Exploring A Moon By Boat
The first nautical exploration of an extraterrestrial sea could come as soon as 2022, if a team of researchers can convince NASA to try sailing a boat on an alien world.
"The overwhelming reaction I get from scientists and engineers is, 'Oh, that's really cool.' I mean, people are just instantly kind of excited and intrigued to say, 'Could we really go do this?' " says Ellen Stofan, a planetary geologist at Proxemy Research in Maryland and an honorary professor at University College London.
Stofan is leading an effort to design and propose a relatively low-cost mission to Titan, one of Saturn's moons.
Titan has a very large atmosphere that extends hundreds of kilometers above its surface. Cassini's imaging science subsystem captured this image of Titan's atmosphere through ultraviolet and infrared filters on Oct. 26, 2004.
Sailing — But Not In Water
Titan is the only place in our solar system other than Earth known to have bodies of liquid on its surface, Stofan says.
The liquid isn't water, of course. Temperatures on icy Titan reach minus 290 degrees Fahrenheit. The lakes are actually liquid methane and ethane.
Here on Earth, methane is a gas, says Stofan. But on Titan, "methane acts just like water acts here on Earth. Methane forms clouds in the atmosphere. It rains down on to the surface and forms rivers, lakes and seas."
Titan's Great Lakes
A few years ago, the Cassini spacecraft orbiting Saturn sent back radar images of the northern polar region of Titan, and those images showed evidence of hundreds of lakes. Some of them are large — the size of North America's Great Lakes.
One of the large lakes — either Ligeia Mare or one called Kraken Mare — would be the target for a probe that would splash down and float around, according to a proposal that Stofan is working on with some other Titan experts.
And that would be something new.

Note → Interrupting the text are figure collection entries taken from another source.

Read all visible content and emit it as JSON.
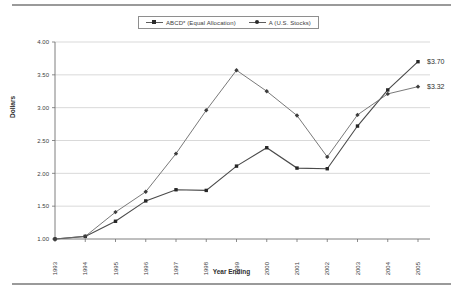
{
  "chart_data": {
    "type": "line",
    "title": "",
    "xlabel": "Year Ending",
    "ylabel": "Dollars",
    "categories": [
      "1993",
      "1994",
      "1995",
      "1996",
      "1997",
      "1998",
      "1999",
      "2000",
      "2001",
      "2002",
      "2003",
      "2004",
      "2005"
    ],
    "ylim": [
      1.0,
      4.0
    ],
    "ytick_step": 0.5,
    "ytick_labels": [
      "4.00",
      "3.50",
      "3.00",
      "2.50",
      "2.00",
      "1.50",
      "1.00"
    ],
    "grid": true,
    "legend_position": "top-center",
    "series": [
      {
        "name": "ABCD* (Equal Allocation)",
        "marker": "square",
        "values": [
          1.0,
          1.04,
          1.27,
          1.58,
          1.75,
          1.74,
          2.11,
          2.39,
          2.08,
          2.07,
          2.72,
          3.27,
          3.7
        ],
        "endpoint_label": "$3.70"
      },
      {
        "name": "A (U.S. Stocks)",
        "marker": "diamond",
        "values": [
          1.0,
          1.04,
          1.41,
          1.72,
          2.3,
          2.96,
          3.57,
          3.25,
          2.88,
          2.25,
          2.89,
          3.21,
          3.32
        ],
        "endpoint_label": "$3.32"
      }
    ],
    "annotations": [
      {
        "text": "$3.70",
        "series": "ABCD* (Equal Allocation)",
        "at": "2005"
      },
      {
        "text": "$3.32",
        "series": "A (U.S. Stocks)",
        "at": "2005"
      }
    ]
  },
  "legend": {
    "entries": [
      {
        "label": "ABCD* (Equal Allocation)"
      },
      {
        "label": "A (U.S. Stocks)"
      }
    ]
  },
  "axes": {
    "y_title": "Dollars",
    "x_title": "Year Ending"
  }
}
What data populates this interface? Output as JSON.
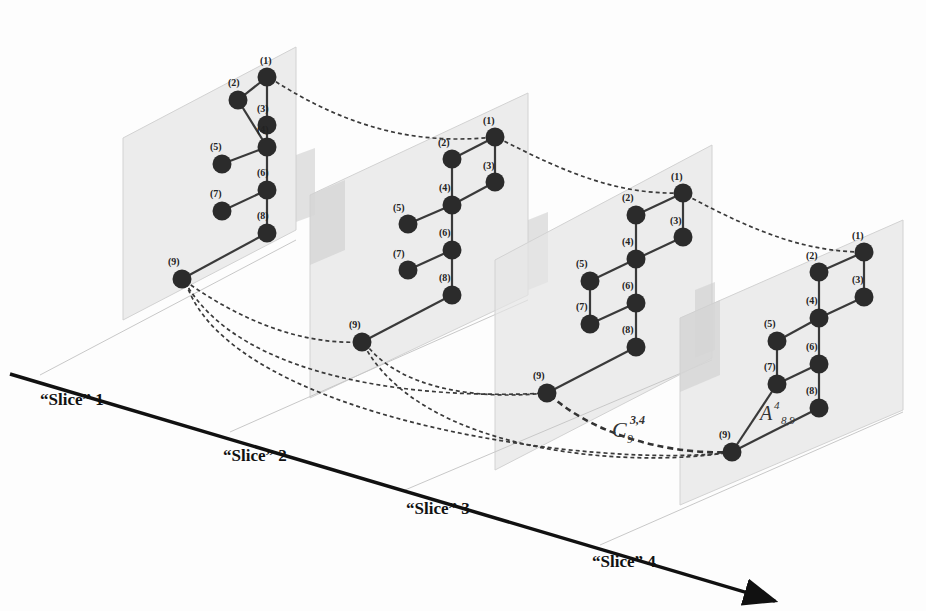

In the past, space exploration has been done with spaceships that orbit planets or fly by them, or with probes that land on a planet's surface and maybe drive around, like the Mars rovers.
This radar image taken by Cassini in July 2006 of Titan, one of Saturn's moons, provides convincing evidence that it is covered by large bodies of liquid.
Floating Space Capsule
The "boat" or "lake lander" that Stofan is designing with her colleagues would not look anything like the ships used to explore Earth back in the days of Christopher Columbus or Ferdinand Magellan.
"It's certainly not going to look like what most people conceive of a boat looking like," says Stofan. "It'll look more like a little capsule that floats."
She says that like the bell-shaped capsules the Apollo astronauts rode home, it will drop straight into the target sea.
The vessel will have a mast, "but that's just to hold a camera. We don't have a sail," she says.
But the wind would still be expected to push this buoyant craft around the lake. The probe could drift for months. It would have a small, nuclear-powered engine. And it could shout its data directly back to Earth.
There's no danger of a shipwreck, according to Stofan. Titan's lakes have waves, but probably just gentle ones — unless there's a storm. Still, even that doesn't worry her. "In fact, we'd love for that to happen, to be able to return an image showing a rainy day on Titan and to see those methane raindrops falling down into the lake," she says. "The wind might kick up a little, but nothing as violent as sort of the tropical storms and hurricanes we get here on Earth."
Eventually, she says, the ship might just run aground in a muddy beach and get stuck.
Splashdown On Titan
The mission could launch around 2016 and be sailing on Titan around 2022 — if this team gets through a highly competitive selection process to get funding from NASA. Stofan and her colleagues are busy working up their proposal for when NASA begins to accept ideas for future Discovery-class missions.
Still, Stofan is going to take some time off to go on vacation this month. But she doubts it will be a totally relaxing escape from work, because she'll be sailing with friends in Thailand.
"Every time we turn the sailboat or anchor, I'm going to be thinking about our probe and saying, 'Huh? How does what we're doing right now apply to how the probe's going to behave on Titan?' " she says. "And I'm never going to be able to get it completely out of my head, and in some ways I don't want to. Working on this mission has been incredibly exciting and fun and intriguing."